ANSWER 12-20 A. If H+ is pumped across the membrane into the endosomes, an electrochemical gradient of H+ results— composed of both an H+ concentration gradient and a membrane potential, with the interior of the vesicle positive. Both of these components add to the energy that is stored in the gradient and that must be supplied to generate it. The electrochemical gradient will limit the transfer of more H+. If, however, the membrane also contains Cl- channels, the negatively charged Cl- in the cytosol will flow into the endosomes and diminish their membrane potential. It therefore becomes energetically less expensive to pump more H+ across the membrane, and the interior of the endosomes can become more acidic.

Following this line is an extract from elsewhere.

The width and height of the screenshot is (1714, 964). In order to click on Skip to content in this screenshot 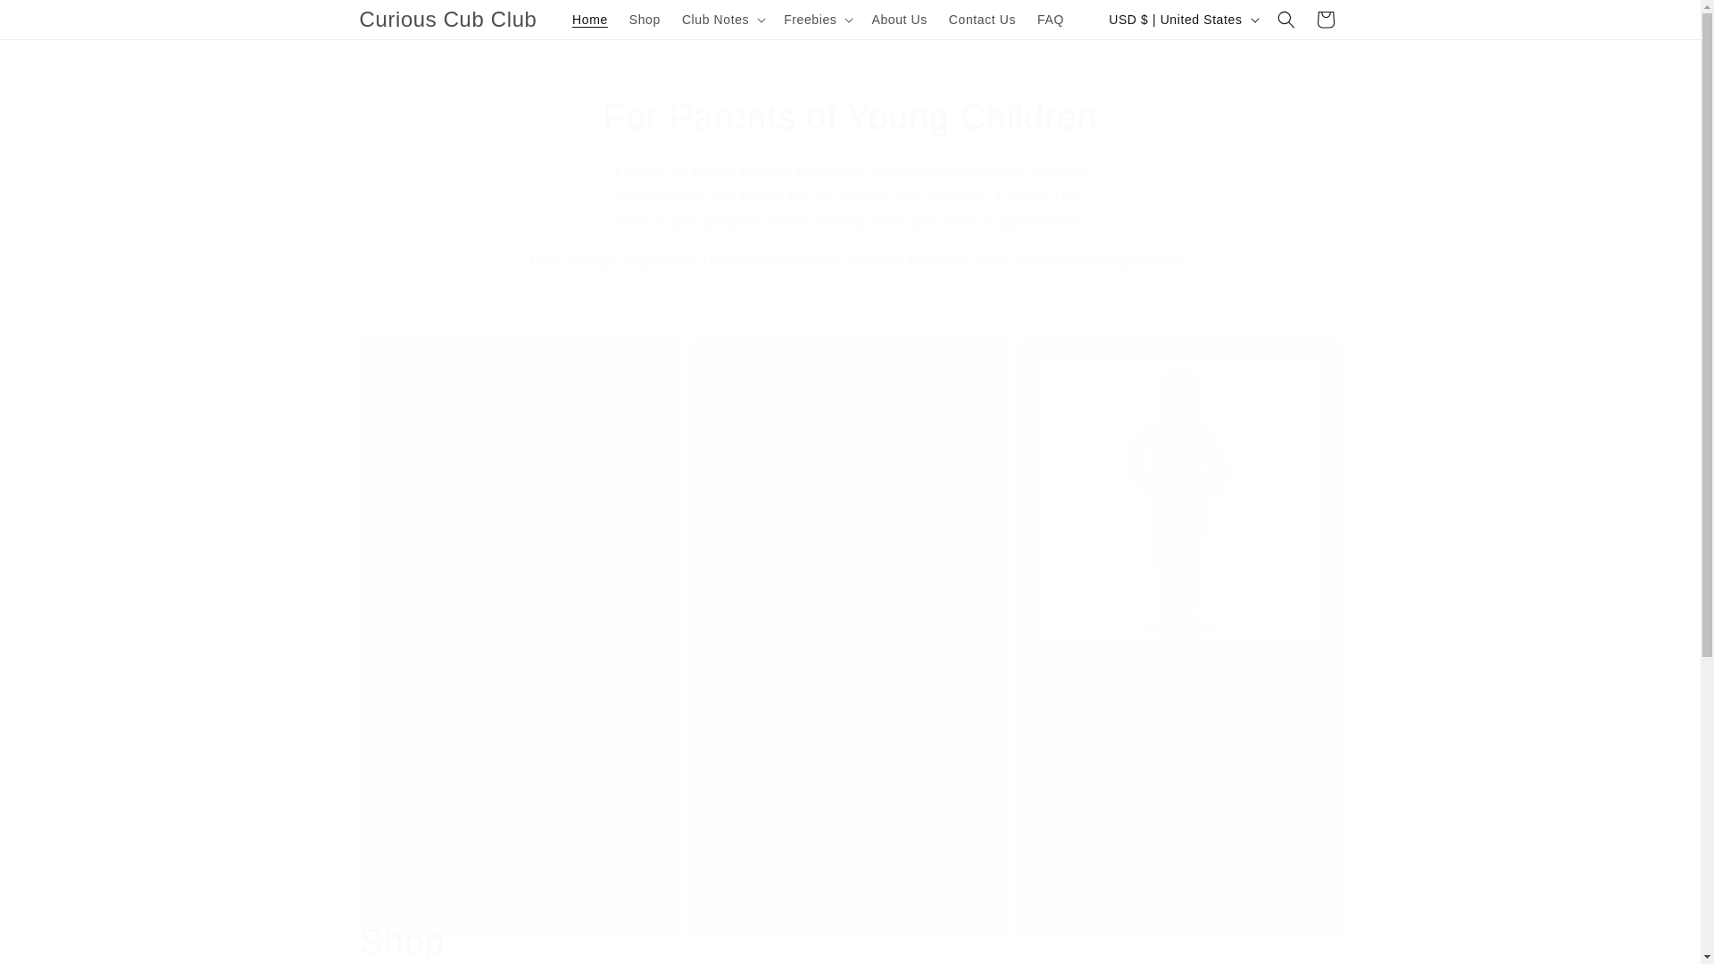, I will do `click(54, 21)`.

B. No. As explained in (A), some acidification would still occur in their absence.
QUESTION 12-22 Acetylcholine-gated cation channels do not discriminate between Na+, K+, and Ca2+ ions, allowing all to pass through them freely. So why is it that when acetylcholine binds to this protein in the plasma membrane of muscle cells, the channel opens and there is a large net influx of primarily Na+ ions?
ANSWER 12-22 The membrane potential and the steep extracellular Na+ concentration provide a large inward electrochemical driving force and a large reservoir of Na+ ions, so that mostly Na+ ions enter the cell as acetylcholine receptors open. Ca2+ ions will also enter the cell, but their influx is much more limited because of their lower extracellular concentration. (Most of the Ca2+ that enters the cytosol to stimulate muscle contraction is released from intracellular stores, as we discuss in Chapter 17). Because of the high intracellular K+ concentration and the opposing direction of the membrane potential, there will be little if any movement of K+ ions upon opening of a cation channel.

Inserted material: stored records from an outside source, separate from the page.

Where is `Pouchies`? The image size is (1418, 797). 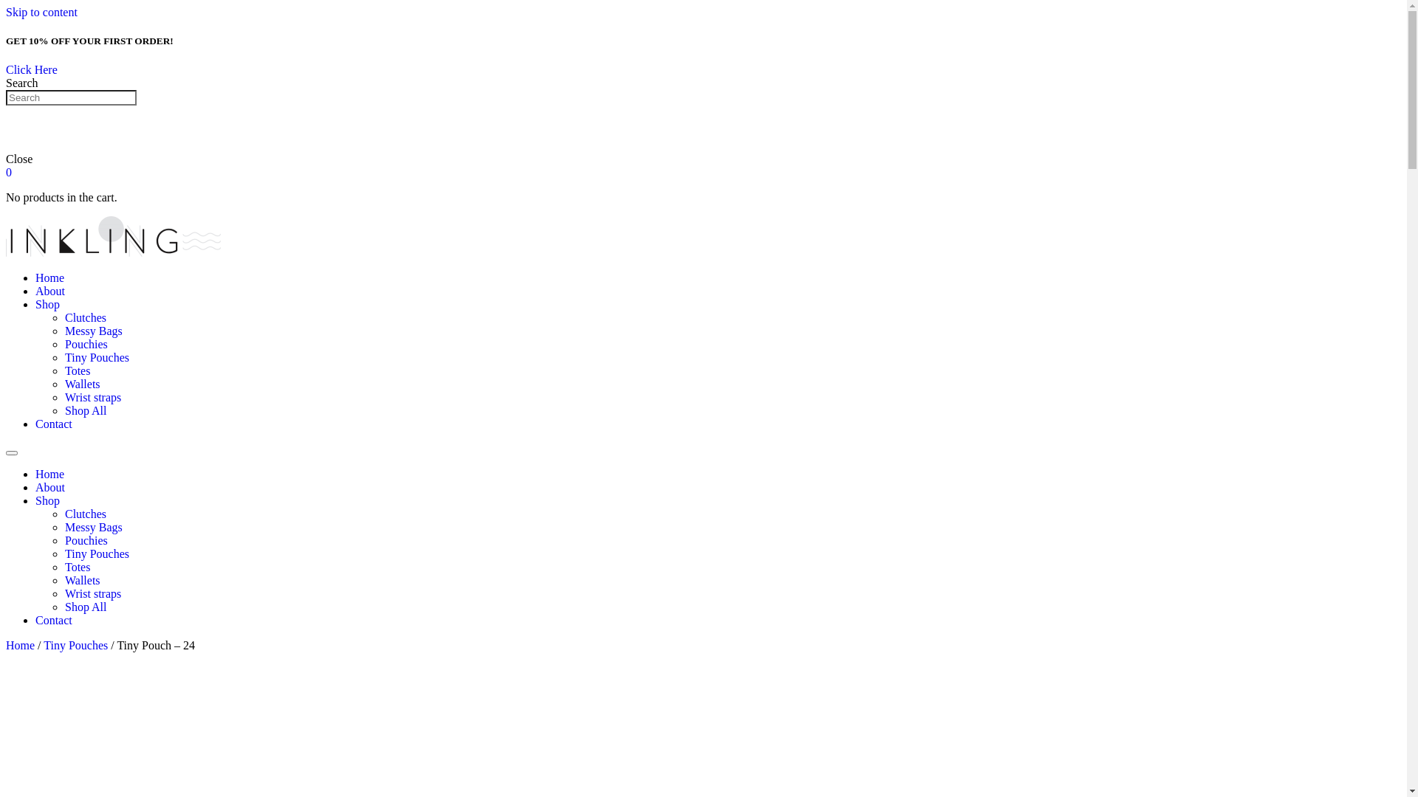
Pouchies is located at coordinates (86, 540).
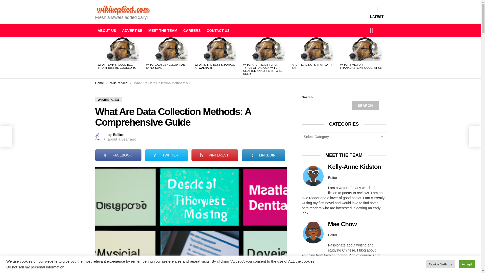 This screenshot has height=273, width=485. What do you see at coordinates (108, 99) in the screenshot?
I see `WIKIREPLIED` at bounding box center [108, 99].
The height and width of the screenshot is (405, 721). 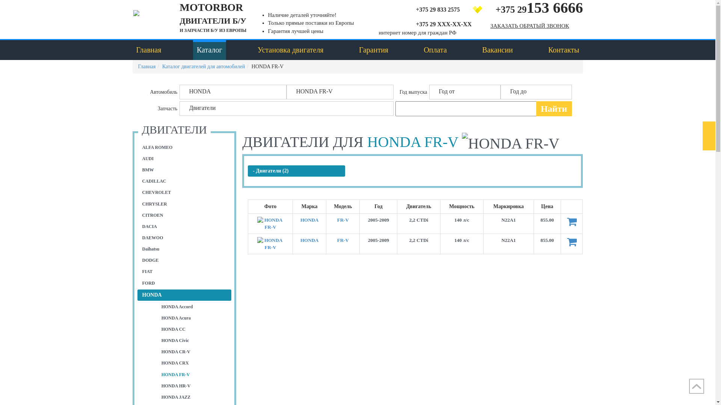 I want to click on HONDA, so click(x=309, y=220).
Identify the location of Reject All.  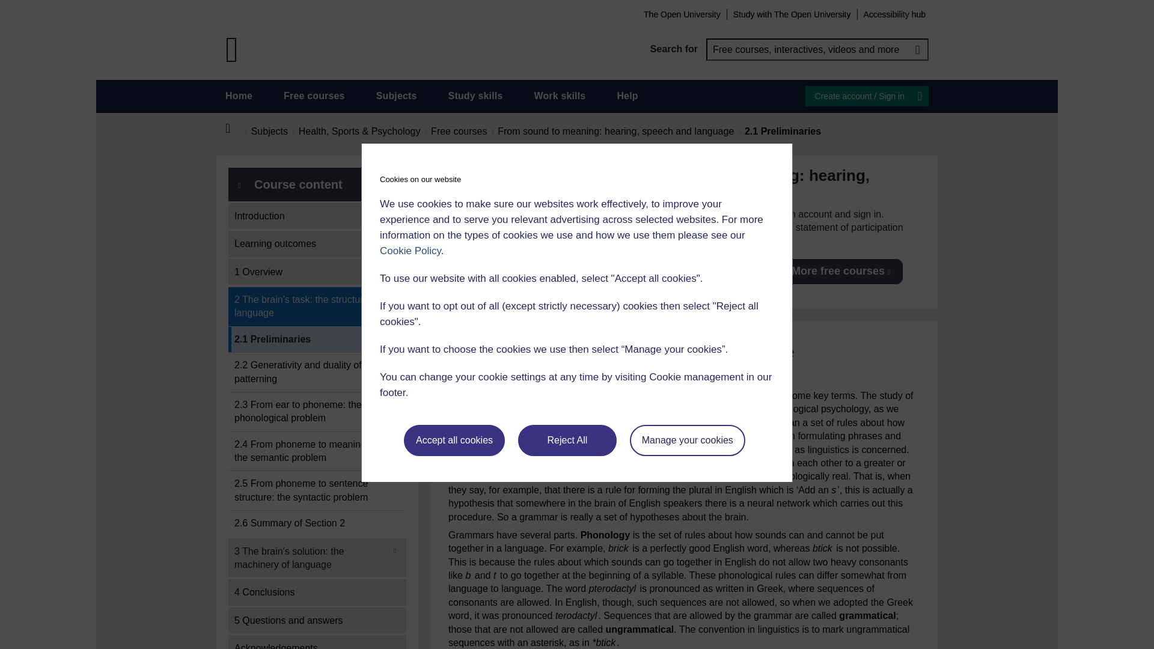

QUESTION 12-23 The ion channels that are regulated by binding of neurotransmitters, such as acetylcholine, glutamate, GABA, or glycine, have a similar overall structure. Yet, each class of these channels consists of a very diverse set of subtypes with different transmitter affinities, different channel conductances, and different rates of opening and closing. Do you suppose that such extreme diversity is a good or a bad thing from the standpoint of the pharmaceutical industry?

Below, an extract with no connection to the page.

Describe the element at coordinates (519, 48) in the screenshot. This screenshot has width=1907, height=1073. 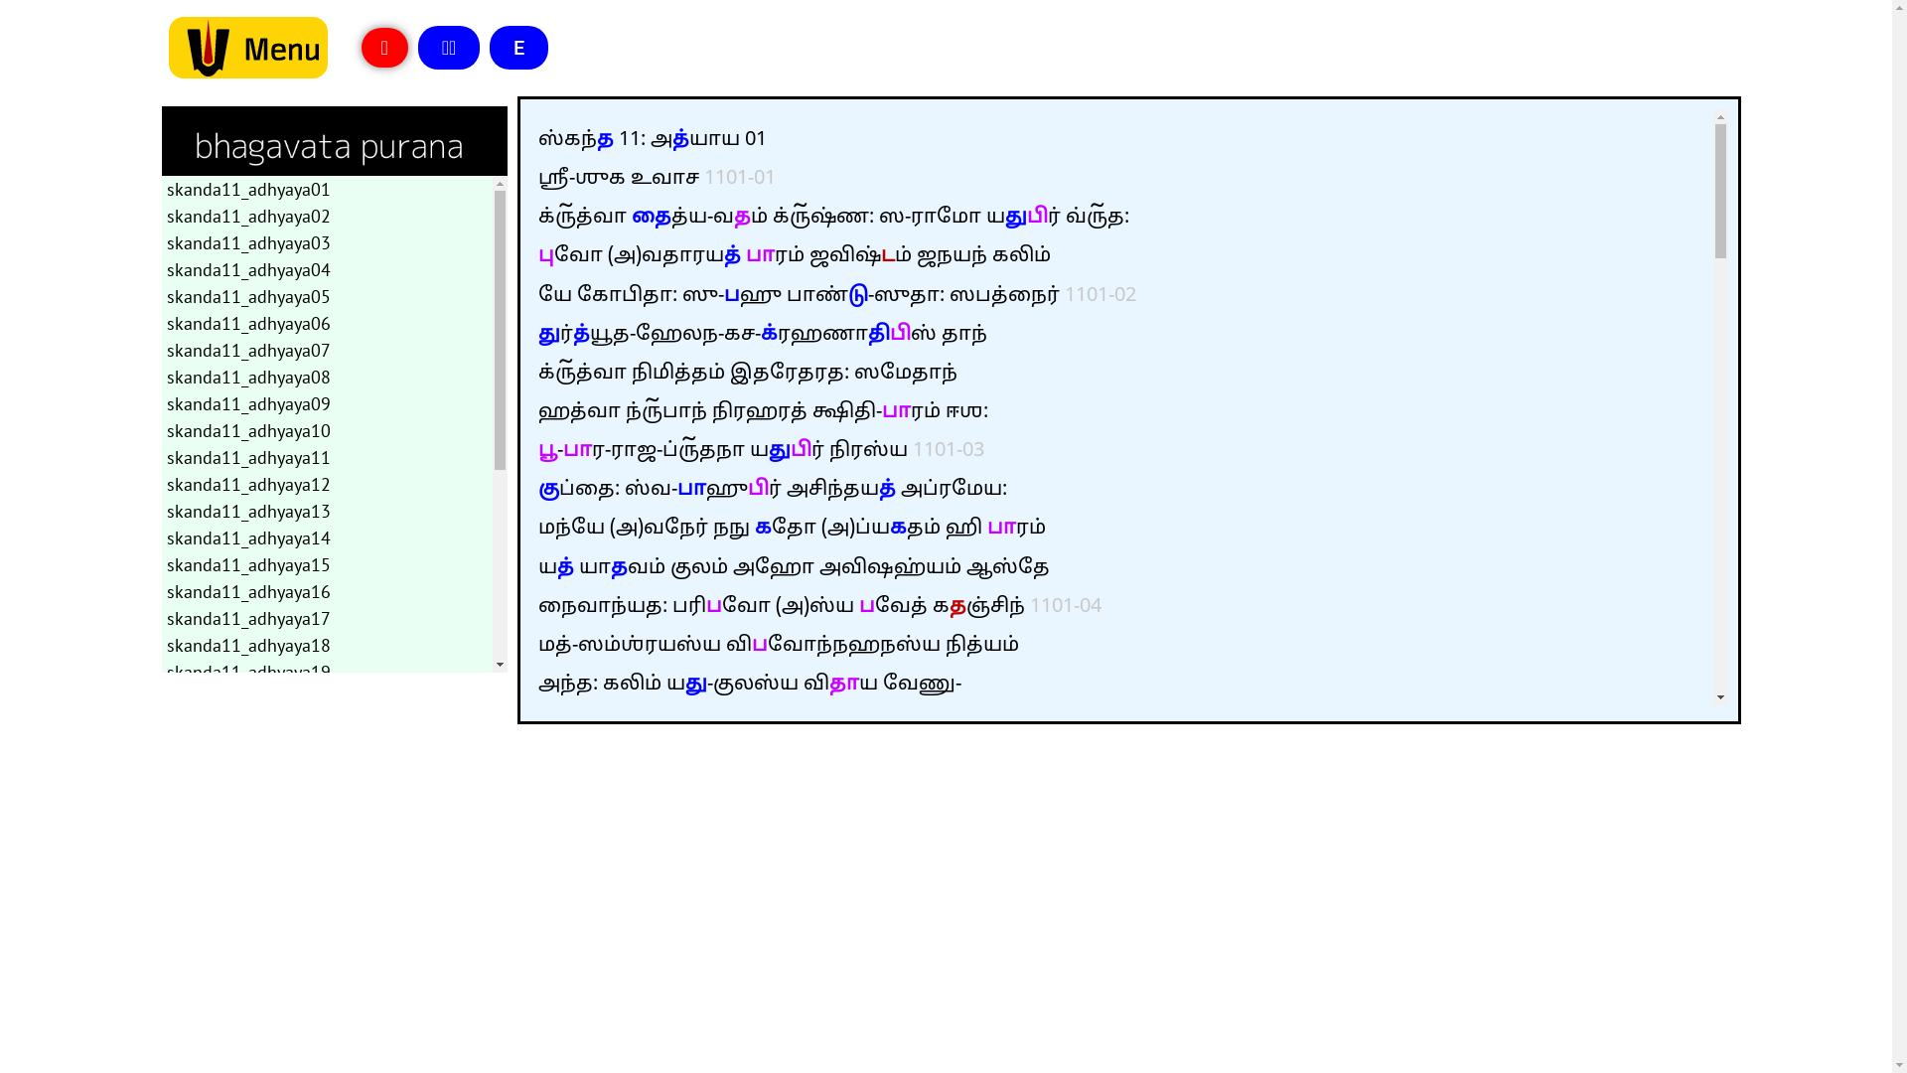
I see `E` at that location.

ANSWER 12-23 The diversity of neurotransmitter-gated ion channels is a good thing for the industry, as it raises the possibility of developing new drugs specific for each channel type. Each of the diverse subtypes of these channels is expressed in a narrow subset of neurons. This narrow range of expression should make it possible, in principle, to discover or design drugs that affect particular receptor subtypes present in a selected set of neurons, thus to target particular brain functions with greater specificity.